At the same time, their own digital architecture will be amplified to enable continuous infusions and upgrades of technology with zero disruption to business continuity. The platforms will unbundle, re-bundle, and churn solutions that benefit both service providers and their customers.
Trend 4: Revenue growth and social impact will drive FSIs into 2022 and beyond.
While profit has been king in the past, financial services firms will emphasize revenue growth and social impact in a post-pandemic era. Understanding personal goals, capturing real-time interactions, and connecting with customers through intelligence-led operating models will increase revenues through banking services beyond standard fees and loan servicing. Particularly when challenger banks and FinTechs offer free and no-fee solutions, next-generation data architecture and advanced analytics capabilities are critical to helping institutions offer consumers products they need and want — at the right place and time in-context.

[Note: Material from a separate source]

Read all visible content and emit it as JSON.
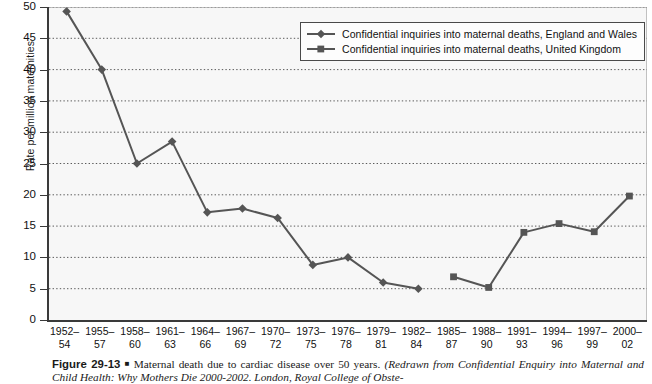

Led by client demands, financial wellness and inclusion remain a top priority. Millennials, for example, want their money placed in sustainable assets, driving investments in ESG assets. They are also willing to pay more for something that aligns with their social beliefs. Balancing revenue growth and increasing social goals requires a shift in culture and a shift to digital. Both can be achieved when leaders across business and IT prioritize productivity, evolution, and long-term growth.
Security, compliance, and regulatory issues will always remain critical in FSIs. The inherent value of the information that banks and other firms keep makes even the most prepared a target for cyberattacks. Advances in cloud security, both public and on-prem, hold infinite promise for financial institutions to safeguard customer information better while employing automated “reg-tech” to facilitate regulation and compliance at a lower cost with better outcomes than relying solely on human capital.
Forging ahead and preparing for the future
Financial services firms face ongoing challenges, but also have endless opportunities to reinvent themselves and their offerings to cater to changing consumer demands. Multiple technologies exist now that answer those needs yet preparing for the future requires firms to advance and evolve well beyond what the pandemic necessitated. How prepared institutions are to adapt and make these changes? The answer lies in the foundation of their existing infrastructure and their ability to quickly adapt to new technologies. The leaders will surely not allow their legacy systems to drag them down. As they say, “it’s time to welcome the change, or get forgotten.”